Short Term Pain for Long Term Gain: Why Congress Should Stop Diverting U.S. Patent and Trademark Office User Fees

Marla Page Grossman Partner, American Continental Group (ACG)

June 14, 2011

As Congress considers passage of significant patent reform legislation, “The America Invents Act,” ACS is pleased to distribute Short Term Pain for Long Term Gain: Why Congress Should Stop Diverting U.S. Patent and Trademark Office User Fees, an Issue Brief by Marla Page Grossman, a Partner at the American Continental Group, Inc., and former counsel to the Senate Judiciary Committee. In this Issue Brief, Ms. Grossman describes and critiques US Patent and Trademark Office (USPTO) fee diversion, which involves the federal government taking user fees (fees paid by users of the patent and trade system and collected by the USPTO) and allocating them for uses other than the functioning of the USPTO. The author argues that fee diversion has made the patent system less efficient and more costly, along with undermining the pro-technology and pro-innovation rhetoric of our nation’s leaders. Ms. Grossman concludes with her view that:"USPTO fee diversion must stop, and must be stopped now, to ensure that the USPTO can engage in the stable, long-term planning necessary for the issuance of timely, high-quality patents . . . . But good policies often come with painful politics. If Congress can handle a little pain in the short term, the nation will likely be rewarded with a more efficient USPTO and national prosperity over the long term."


Exact duplicates of all the records are needed.

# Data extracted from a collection
- Opening Delimiter -

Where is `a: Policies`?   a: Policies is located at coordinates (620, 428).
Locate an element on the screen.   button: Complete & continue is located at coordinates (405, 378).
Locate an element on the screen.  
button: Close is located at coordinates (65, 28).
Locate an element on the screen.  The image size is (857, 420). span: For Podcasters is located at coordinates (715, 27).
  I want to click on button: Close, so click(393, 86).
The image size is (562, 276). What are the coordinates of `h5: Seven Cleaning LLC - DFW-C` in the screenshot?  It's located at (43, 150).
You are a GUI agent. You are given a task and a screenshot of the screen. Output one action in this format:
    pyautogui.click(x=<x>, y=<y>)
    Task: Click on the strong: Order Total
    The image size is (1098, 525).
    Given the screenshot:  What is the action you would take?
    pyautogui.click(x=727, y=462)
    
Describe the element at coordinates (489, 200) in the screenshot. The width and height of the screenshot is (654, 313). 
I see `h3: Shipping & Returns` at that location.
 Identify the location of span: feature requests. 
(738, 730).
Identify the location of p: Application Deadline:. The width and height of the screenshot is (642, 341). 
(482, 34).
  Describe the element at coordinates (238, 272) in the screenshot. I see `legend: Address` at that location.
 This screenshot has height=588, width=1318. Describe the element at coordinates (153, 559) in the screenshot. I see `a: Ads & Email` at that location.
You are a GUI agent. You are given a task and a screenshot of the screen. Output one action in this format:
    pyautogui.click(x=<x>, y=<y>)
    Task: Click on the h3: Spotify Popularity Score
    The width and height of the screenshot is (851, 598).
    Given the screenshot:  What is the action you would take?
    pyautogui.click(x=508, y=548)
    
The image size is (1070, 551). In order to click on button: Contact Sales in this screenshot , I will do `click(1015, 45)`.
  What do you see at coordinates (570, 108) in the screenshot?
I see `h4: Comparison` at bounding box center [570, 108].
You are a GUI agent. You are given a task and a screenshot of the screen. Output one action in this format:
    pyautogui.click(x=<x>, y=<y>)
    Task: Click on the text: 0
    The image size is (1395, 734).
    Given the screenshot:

- Closing Delimiter -

# Finished task
Where is `a: Policies`?   a: Policies is located at coordinates (620, 428).
Locate an element on the screen.   button: Complete & continue is located at coordinates (405, 378).
Locate an element on the screen.  
button: Close is located at coordinates (65, 28).
Locate an element on the screen.  The image size is (857, 420). span: For Podcasters is located at coordinates (715, 27).
  I want to click on button: Close, so click(393, 86).
The image size is (562, 276). What are the coordinates of `h5: Seven Cleaning LLC - DFW-C` in the screenshot?  It's located at (43, 150).
You are a GUI agent. You are given a task and a screenshot of the screen. Output one action in this format:
    pyautogui.click(x=<x>, y=<y>)
    Task: Click on the strong: Order Total
    The image size is (1098, 525).
    Given the screenshot:  What is the action you would take?
    pyautogui.click(x=727, y=462)
    
Describe the element at coordinates (489, 200) in the screenshot. The width and height of the screenshot is (654, 313). 
I see `h3: Shipping & Returns` at that location.
 Identify the location of span: feature requests. 
(738, 730).
Identify the location of p: Application Deadline:. The width and height of the screenshot is (642, 341). 
(482, 34).
  Describe the element at coordinates (238, 272) in the screenshot. I see `legend: Address` at that location.
 This screenshot has height=588, width=1318. Describe the element at coordinates (153, 559) in the screenshot. I see `a: Ads & Email` at that location.
You are a GUI agent. You are given a task and a screenshot of the screen. Output one action in this format:
    pyautogui.click(x=<x>, y=<y>)
    Task: Click on the h3: Spotify Popularity Score
    The width and height of the screenshot is (851, 598).
    Given the screenshot:  What is the action you would take?
    pyautogui.click(x=508, y=548)
    
The image size is (1070, 551). In order to click on button: Contact Sales in this screenshot , I will do `click(1015, 45)`.
  What do you see at coordinates (570, 108) in the screenshot?
I see `h4: Comparison` at bounding box center [570, 108].
You are a GUI agent. You are given a task and a screenshot of the screen. Output one action in this format:
    pyautogui.click(x=<x>, y=<y>)
    Task: Click on the text: 0
    The image size is (1395, 734).
    Given the screenshot:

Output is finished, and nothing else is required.